(EXERCISE INSTRUCTIONS):
Leaving out every picture, quote the data below exactly as it appears.

(TASK INPUTS):
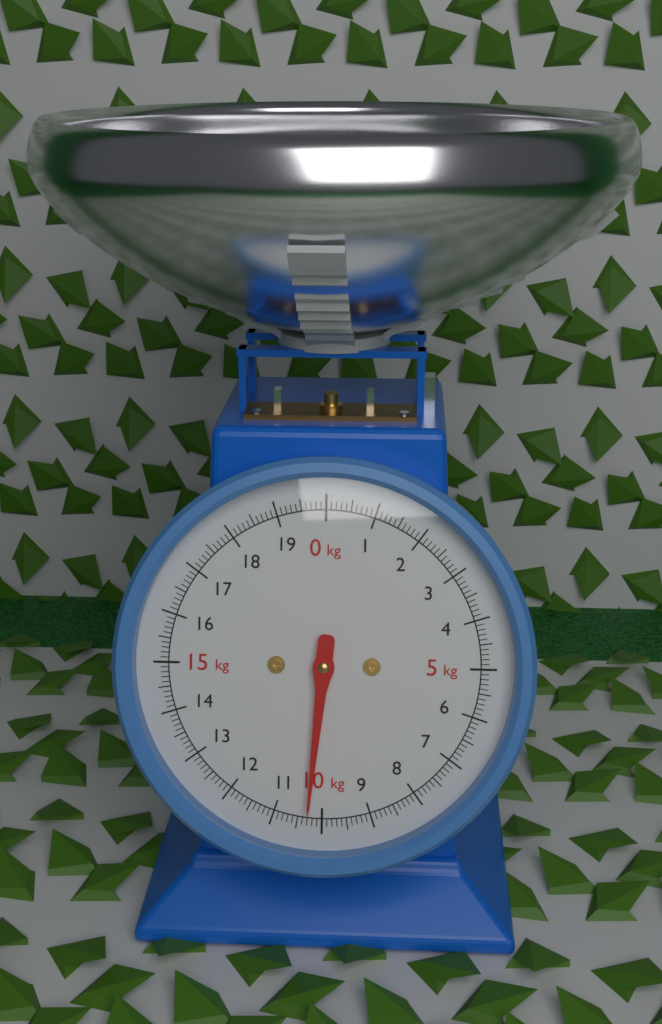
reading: 10.3 kg
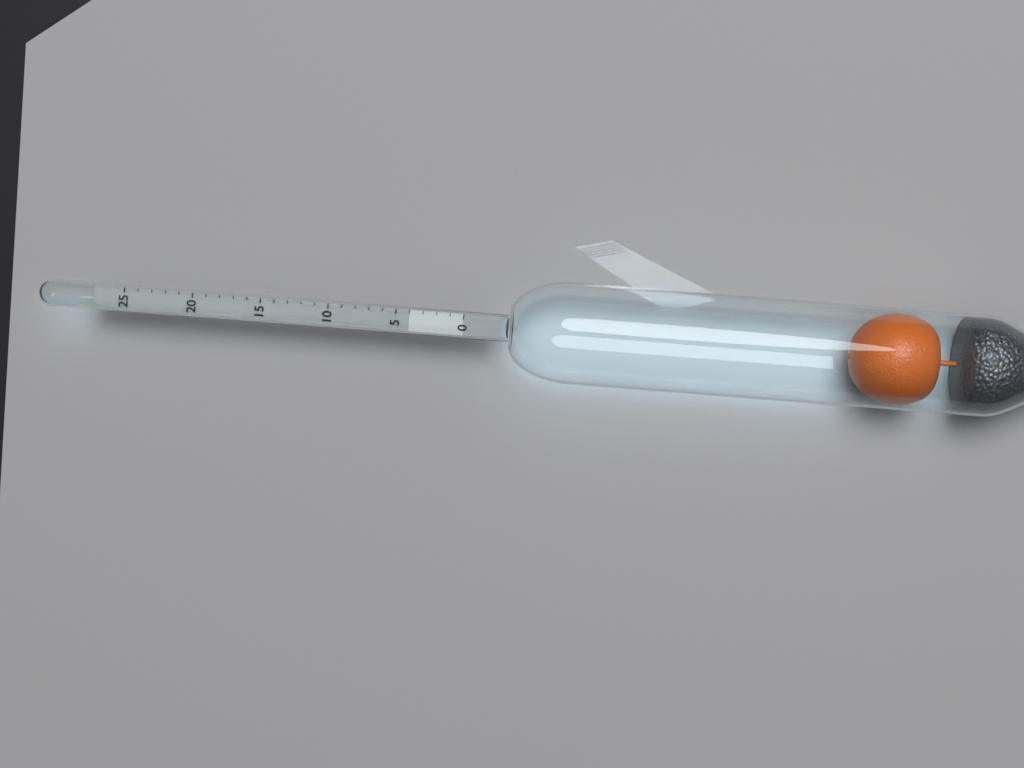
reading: 4 (no unit)
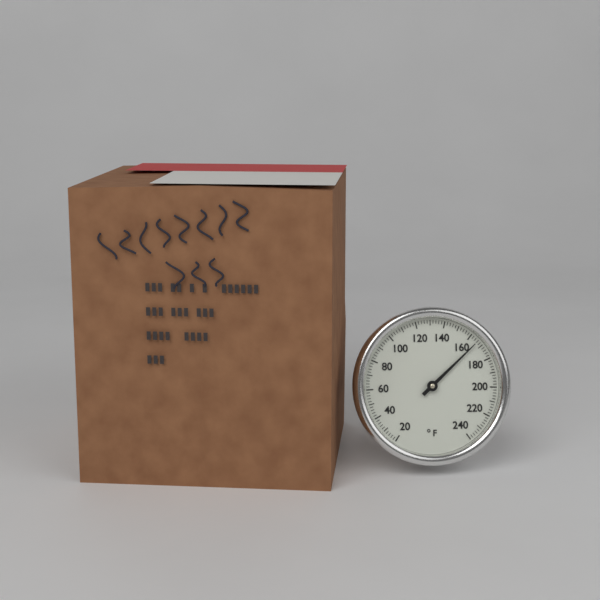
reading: 166 °F
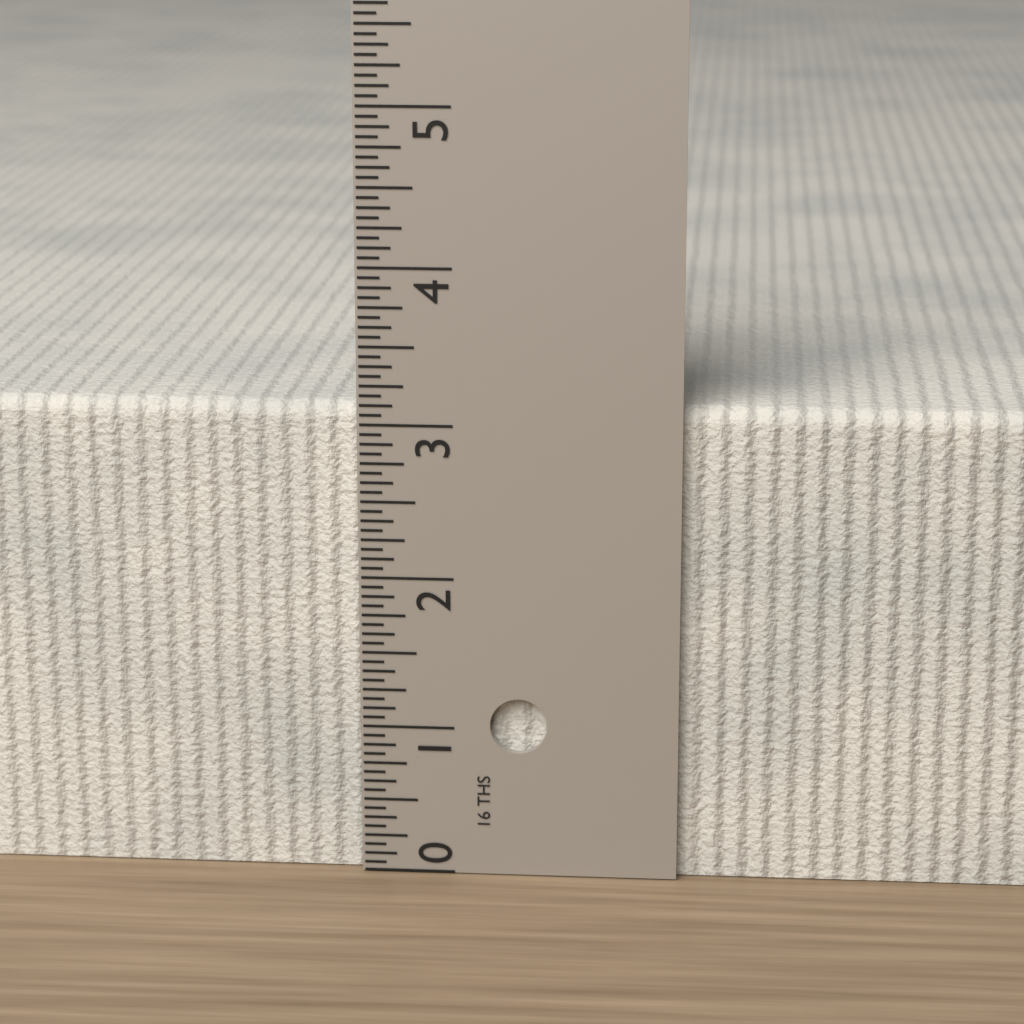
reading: 3.1250 in
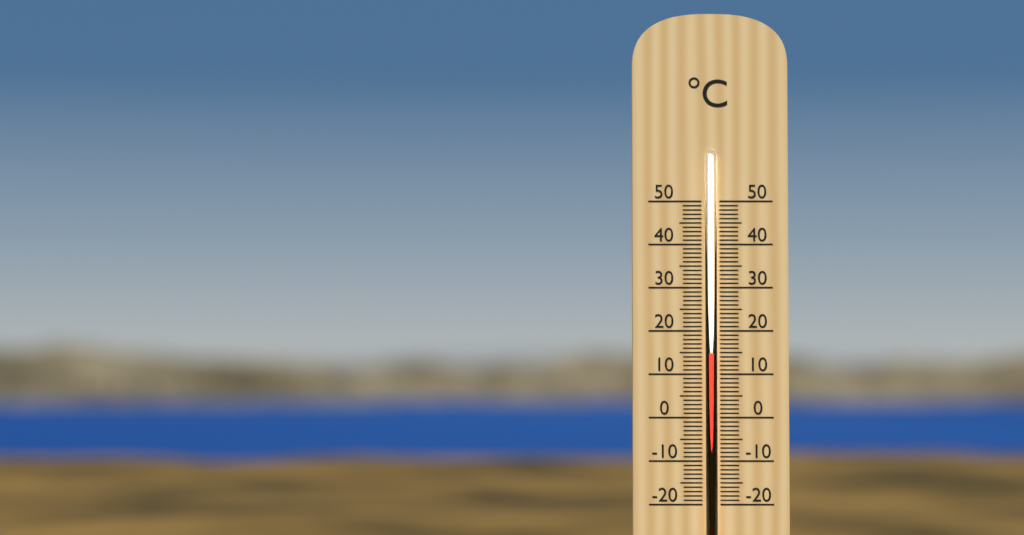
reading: 15 °C
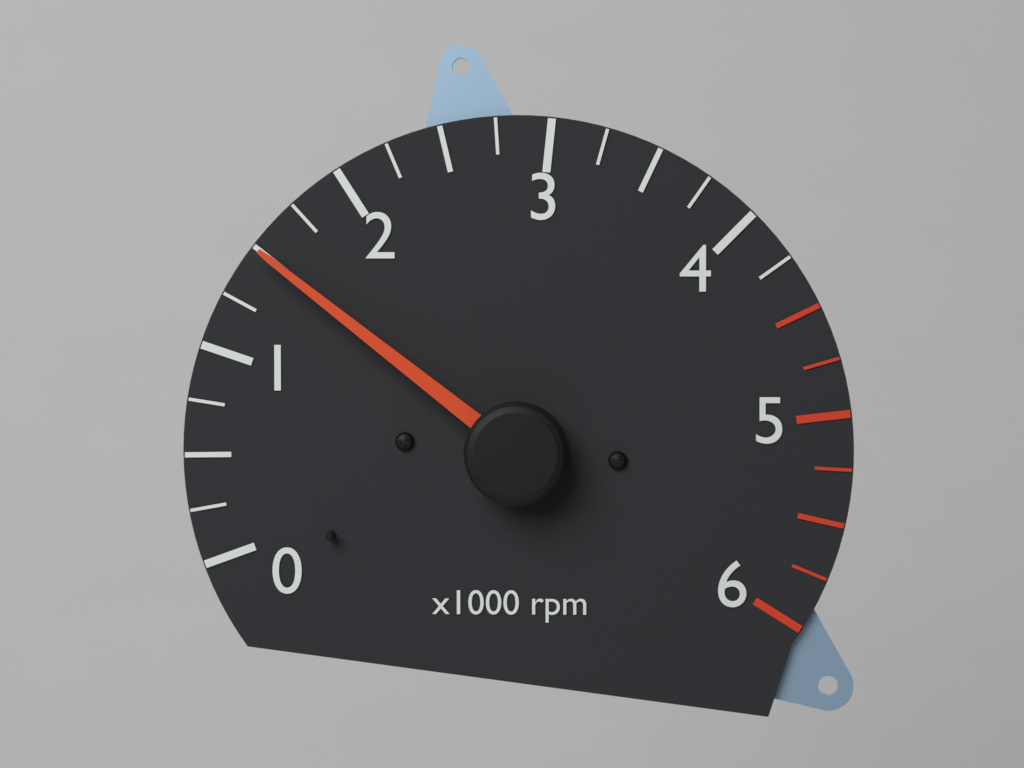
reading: 1500 rpm
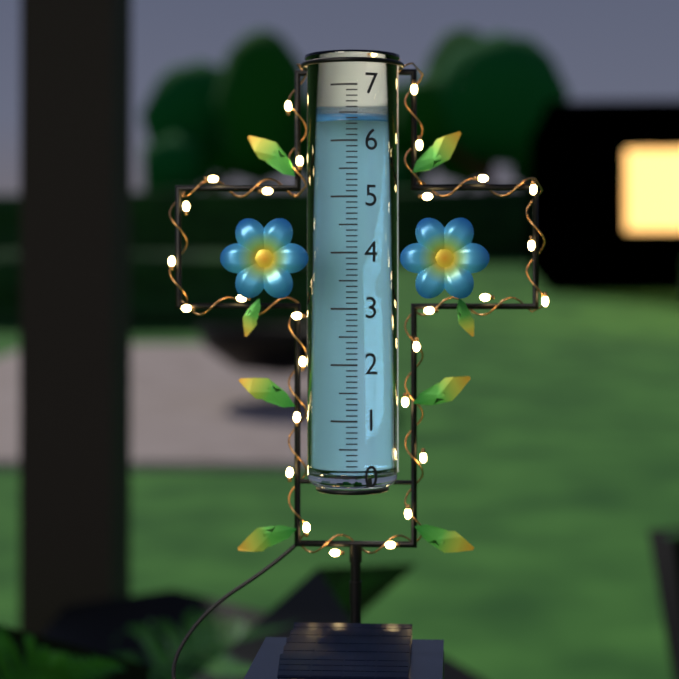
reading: 6.4 (no unit)
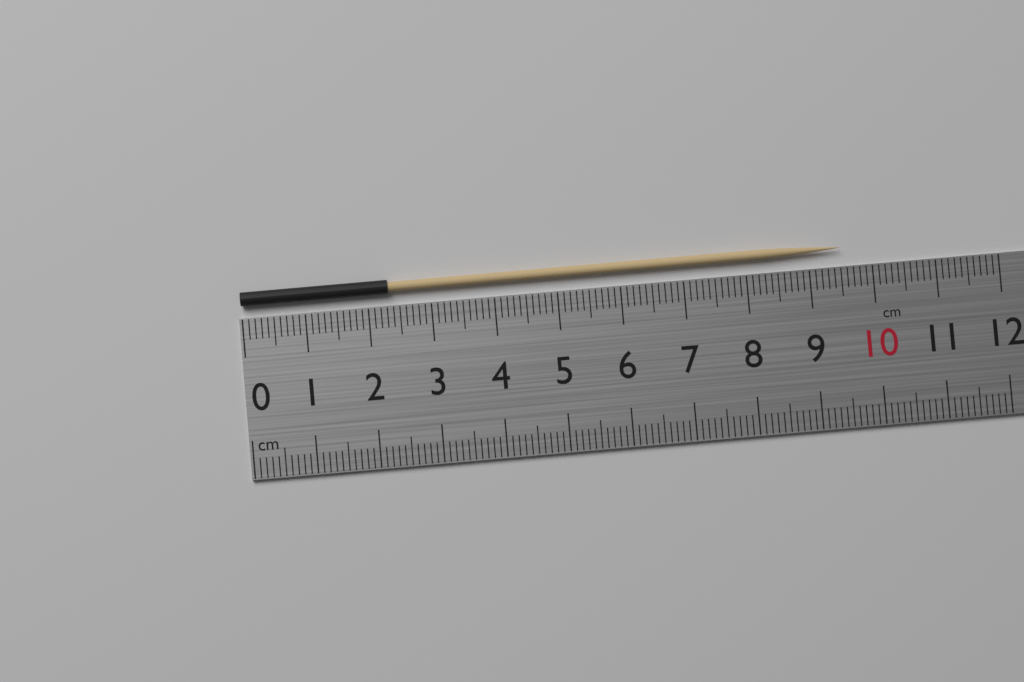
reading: 9.5 cm
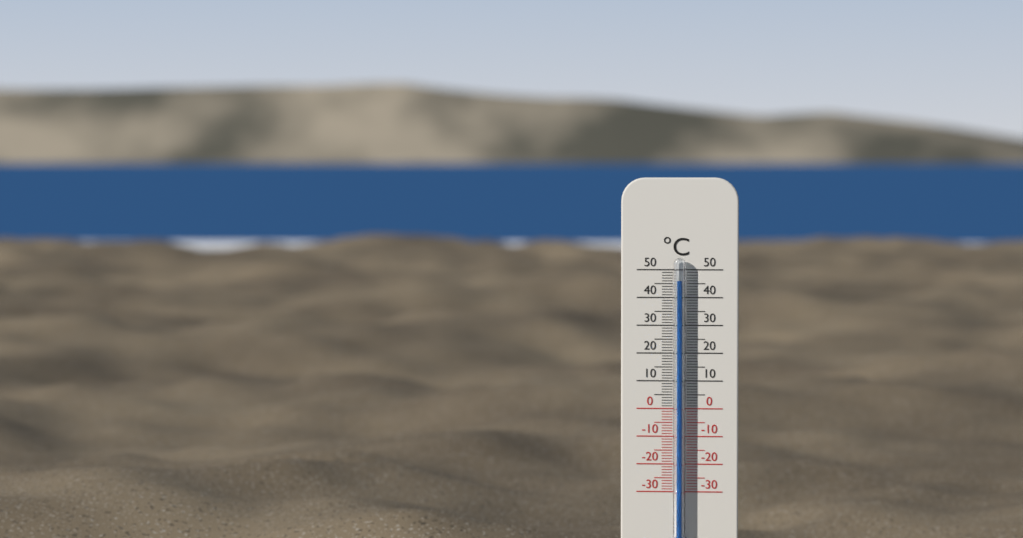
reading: 46 °C
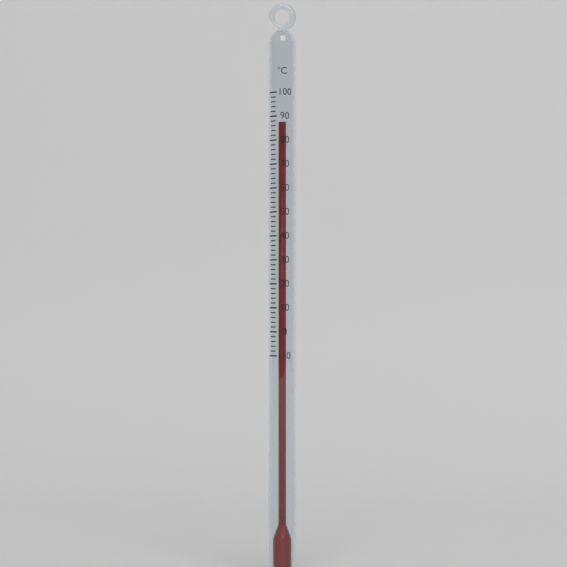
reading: 88 °C
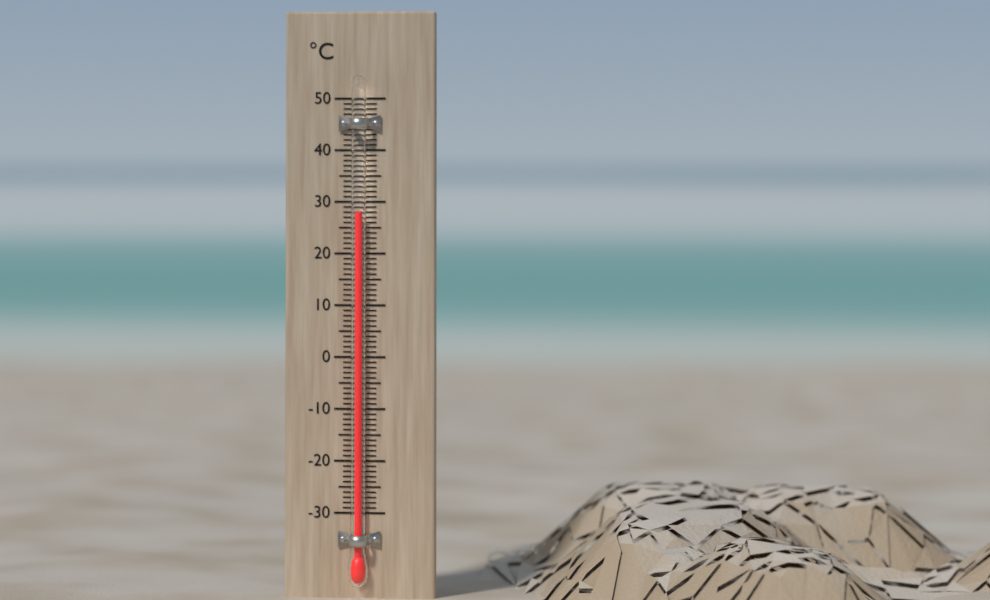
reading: 28 °C
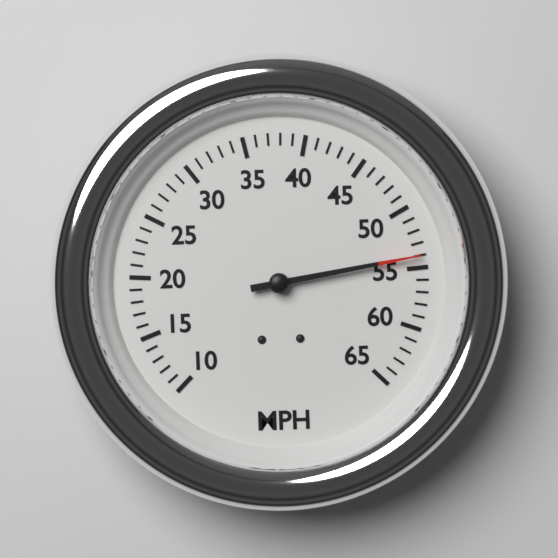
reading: 54 MPH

(WRITTEN RESPONSE):
reading: 10.3 kg
reading: 4 (no unit)
reading: 166 °F
reading: 3.1250 in
reading: 15 °C
reading: 1500 rpm
reading: 6.4 (no unit)
reading: 9.5 cm
reading: 46 °C
reading: 88 °C
reading: 28 °C
reading: 54 MPH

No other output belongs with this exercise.